Choose the experimental features you want to try

This document is an excerpt from the EUR-Lex website

Document 62003CJ0121

Summary of the Judgment

Keywords
Summary

Keywords

1. Environment — Waste — Directive 75/442 — Meaning — Substance which is discarded — Livestock effluent — Excluded — Conditions — Carcasses of animals being reared which die on the farm — Included

(Council Directive 75/442, as amended by Directive 91/156, Art. 1(a))

2. Environment — Waste — Directive 75/442 — ‘Other legislation’ for the purposes of Article 2(1)(b) — Community or national legislation — Conditions

(Council Directive 75/442, as amended by Directive 91/156, Art. 2(1)(b))

3. Environment — Assessment of the effects of certain projects on the environment — Directive 85/337 — Projects of the classes listed in Annex II to be made subject to assessment — Member States’ discretion — Scope and limits

(Council Directive 85/337, as amended by Directive 97/11, Arts 2(1), 4(2), and Annex II)

4. Environment — Protection of waters against pollution caused by nitrates from agricultural sources — Directive 91/676 — Scope — Livestock effluent — Included — Use of livestock effluent as agricultural fertiliser — Excluded from the system of protection of groundwater established by Directive 80/68

(Council Directives 80/68, Art. 5, and 91/676)

Summary

1. The scope of the term ‘waste’, for the purposes of Directive 75/442 on waste, as amended by Directive 91/156, turns on the meaning of the term ‘discard’ in the first subparagraph of Article 1(a) of that directive.

In that regard, in certain situations, goods, materials or raw materials resulting from an extraction or manufacturing process, the primary aim of which is not the production of that item, may be regarded not as a residue but as a by-product which the undertaking does not seek to ‘discard’, within the meaning of that provision, but intends to exploit or market on terms which are advantageous to it, in a subsequent process, without any further processing prior to reuse. In such a case, the provisions of that directive, which are intended to regulate the disposal or recovery of waste, do not apply to goods, materials or raw materials which have an economic value as products regardless of any form of processing and which, as such, are subject to the legislation applicable to those products, provided that their reuse is not a mere possibility but a certainty, without any further processing prior to reuse, and as part of the continuing process of production.

Therefore, livestock effluent may, on the same terms, fall outside classification as waste, if it is used as soil fertiliser as part of a lawful practice of spreading on clearly identified parcels and if its storage is limited to the needs of those spreading operations. The fact that such effluent is not used on land forming part of the same agricultural holding as that which generated it, but to meet the needs of other economic operators, is, in that regard, irrelevant.

On the other hand, carcasses of animals being reared, where those animals died on the farm and were not slaughtered for human consumption, may in no case be used in conditions which would enable them not to be defined as waste within the meaning of that directive. The holder of those carcasses is certainly obliged to discard them, with the result that that matter must be regarded as waste.

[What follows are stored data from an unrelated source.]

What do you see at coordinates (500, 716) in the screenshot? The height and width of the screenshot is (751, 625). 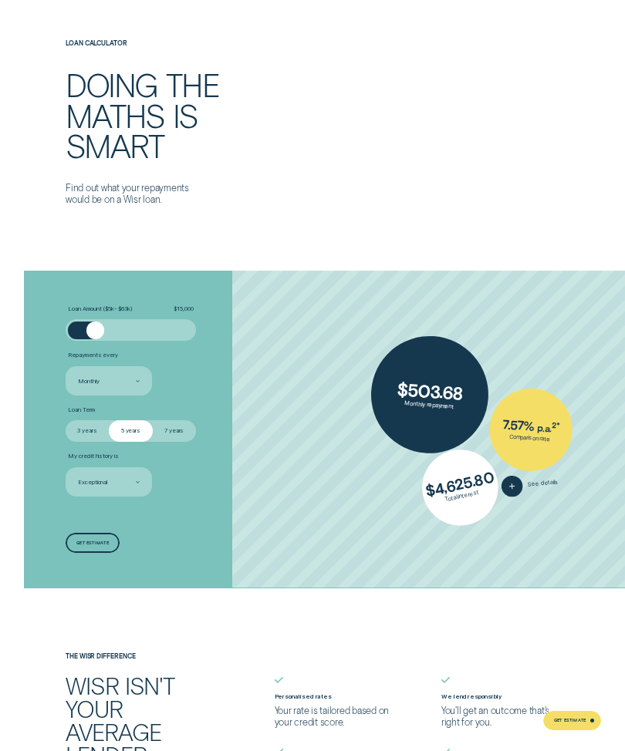 I see `p: You'll get an outcome that's right for you.` at bounding box center [500, 716].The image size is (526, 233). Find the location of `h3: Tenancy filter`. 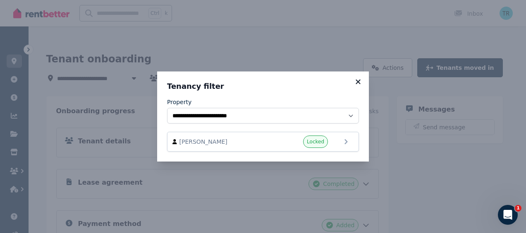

(see paras 57-58, 60-62, 64)

2. The term ‘other legislation’, in Article 2(1)(b) of Directive 75/442 on waste, as amended by Directive 91/156, can refer to both Community legislation and national legislation covering a category of waste mentioned in that provision, provided that such legislation, Community or national, relates to the management of that waste as such and that it results in a level of protection of the environment at least equivalent to that aimed at by that directive.

(see para. 69)

3. Article 4(2) of Directive 85/337 on the assessment of the effects of certain public and private projects on the environment, as amended by Directive 97/11, provides that the Member States are to determine through a case‑by‑case examination or thresholds or criteria which they set whether the projects listed in Annex II to that directive should be made subject to an impact assessment. That provision has, in essence, the same scope as that of Article 4(2) of Directive 85/337, in its original version. It does not alter the general rule, set out in Article 2(1) of that directive, that projects likely to have significant effects on the environment, by virtue, inter alia, of their nature, size or location, are to be made subject to an assessment of their effects on the environment.

(see paras 91-92)

4. The system of protection of waters from pollution by livestock effluent is not based, at Community level, on Directive 80/68 on the protection of groundwater against pollution caused by certain dangerous substances but on Directive 91/676 concerning the protection of waters against pollution caused by nitrate from agricultural sources. The latter’s specific purpose is to counter water pollution resulting from the spreading or discharge of livestock effluent and from the excessive use of fertilisers. The scheme of protection for which it provides involves precise management measures which the Member States must impose on farmers and which take into account the more or less vulnerable nature of the environment receiving the effluent. If Article 5 of Directive 80/68 were interpreted as meaning that the Member States must subject to prior investigation, involving, in particular, a hydrogeological survey, any use of livestock effluent as agricultural fertiliser, the scheme of protection established by Directive 80/68 would be substituted in part for that specifically instituted by Directive 91/676.